Richard Slee
Array, 2012
Glazed ceramic
Hospital Corridor
5th Floor
In Array, Slee has developed a site specific installation of fourteen unique ceramic mountains which graduate from blue to red along the length of the corridor. Slee’s installation works with the idea of a repeated view passing by as the viewer travels along the corridor.
Array refers to a symbolic, Technicolour version of nature with bold colour and uniform outline. However the surfaces take inspiration from Slee’s childhood rock climbing in Cumbria. The surfaces of the mountains are worked with an imprint of aluminium foil and pieces of wood.
About the artist
Richard Slee (b. 1946, Cumbria, UK) studied ceramics at the Central School of Art & Design (1965–70) and later received his MA from the Royal College of Art (1988). Slee is widely regarded as one of Britain’s leading contemporary ceramic artists, known for his work that challenges conventional boundaries within the ceramic medium.
Slee’s work transcends the utilitarian origins of ceramics, merging craft with fine art while critically engaging with the history and decorative traditions of the domestic interior. His sculptures often reference eclectic sources from past histories and contemporary culture, offering new interpretations of symbolic and ornamental forms. By working within ceramics, Slee permanently fixes these moments of meaning, but also acknowledges the fluid and contingent nature of their interpretation.
His significant achievements include receiving the Jerwood Applied Arts Prize in 2001 for his contribution to contemporary ceramics. Slee’s work has been exhibited in leading institutions such as the Victoria & Albert Museum, London; Hayward Gallery, London; Tate St Ives, Cornwall; and internationally at venues like the National Museum, Stockholm, and the Museum of Modern Art, Kyoto. His most recent solo exhibition, Richard Slee: Mantlepiece Observations (2021), was held at Bolton Museum, UK. Slee currently lives and works in London.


* _WORK TASK_:
From the line that contains "Locate an element on the screen." through the closing line of the entries, write out each line exactly; pictures stay out.

Stored items
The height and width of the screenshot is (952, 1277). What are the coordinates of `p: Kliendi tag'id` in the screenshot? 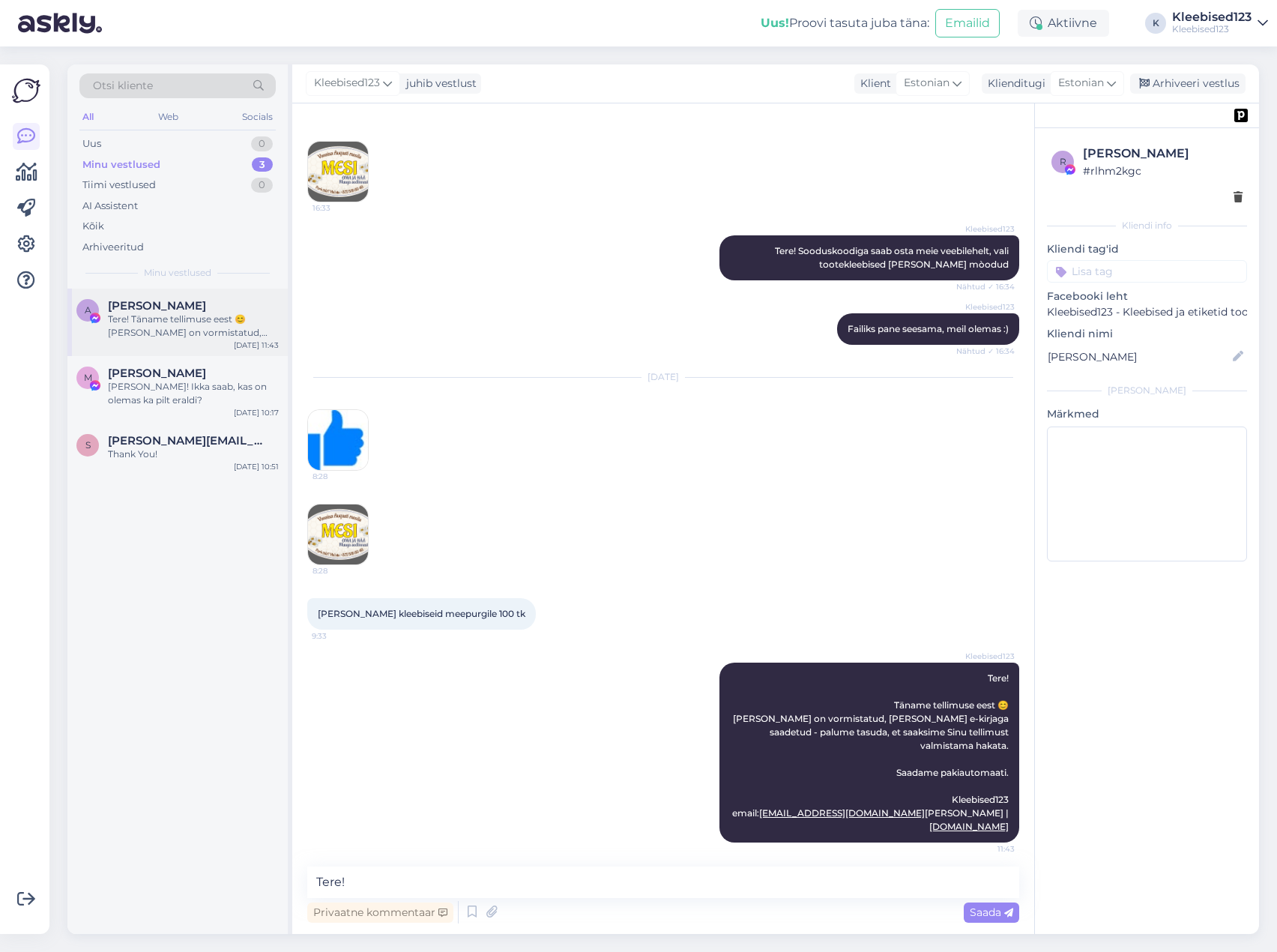 It's located at (1147, 249).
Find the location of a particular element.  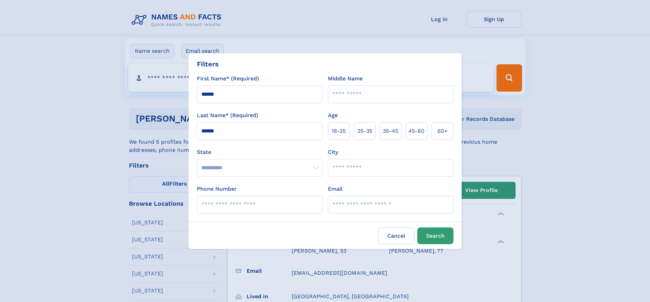

label: City is located at coordinates (333, 152).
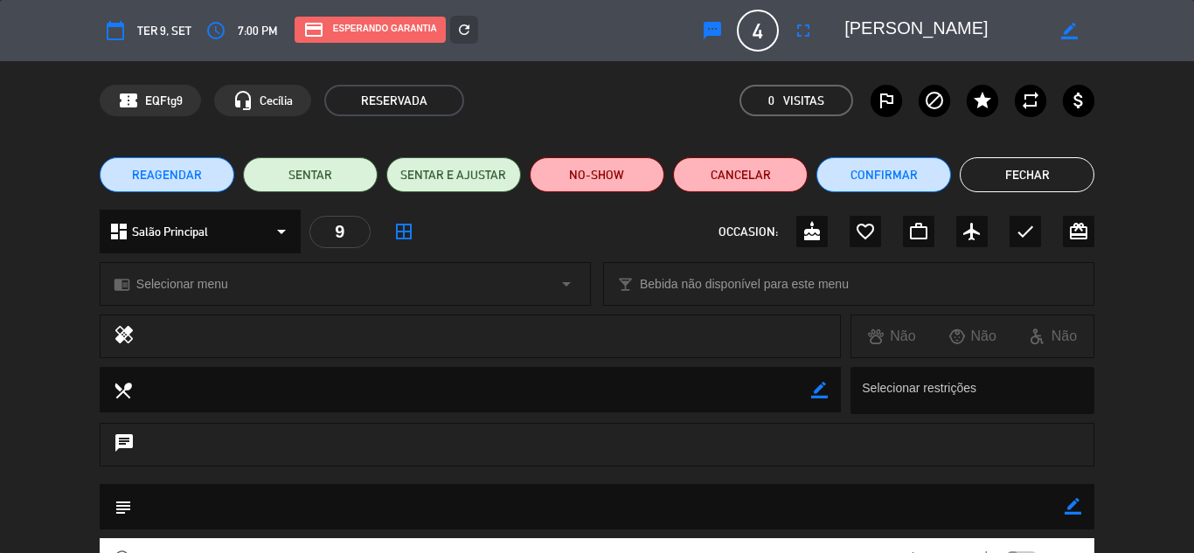  Describe the element at coordinates (129, 101) in the screenshot. I see `span: confirmation_number` at that location.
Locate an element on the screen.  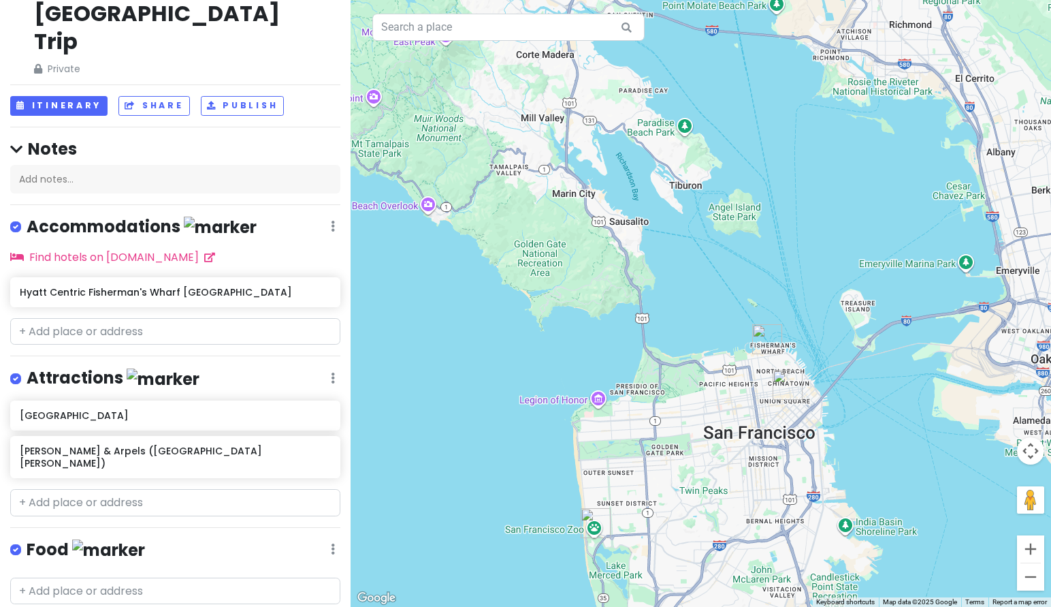
h4: Notes is located at coordinates (175, 148).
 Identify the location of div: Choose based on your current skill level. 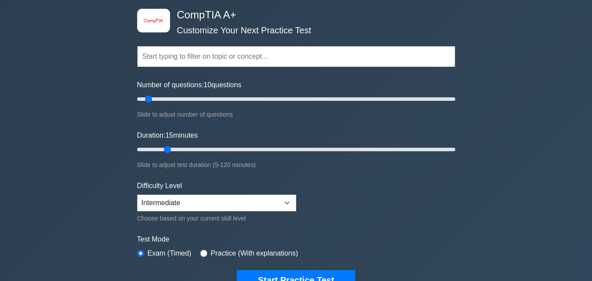
(216, 218).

* _EXERCISE OUTPUT_:
Locate an element on the screen.  
h4: Notes is located at coordinates (175, 148).
 Identify the location of div: Choose based on your current skill level. 
(216, 218).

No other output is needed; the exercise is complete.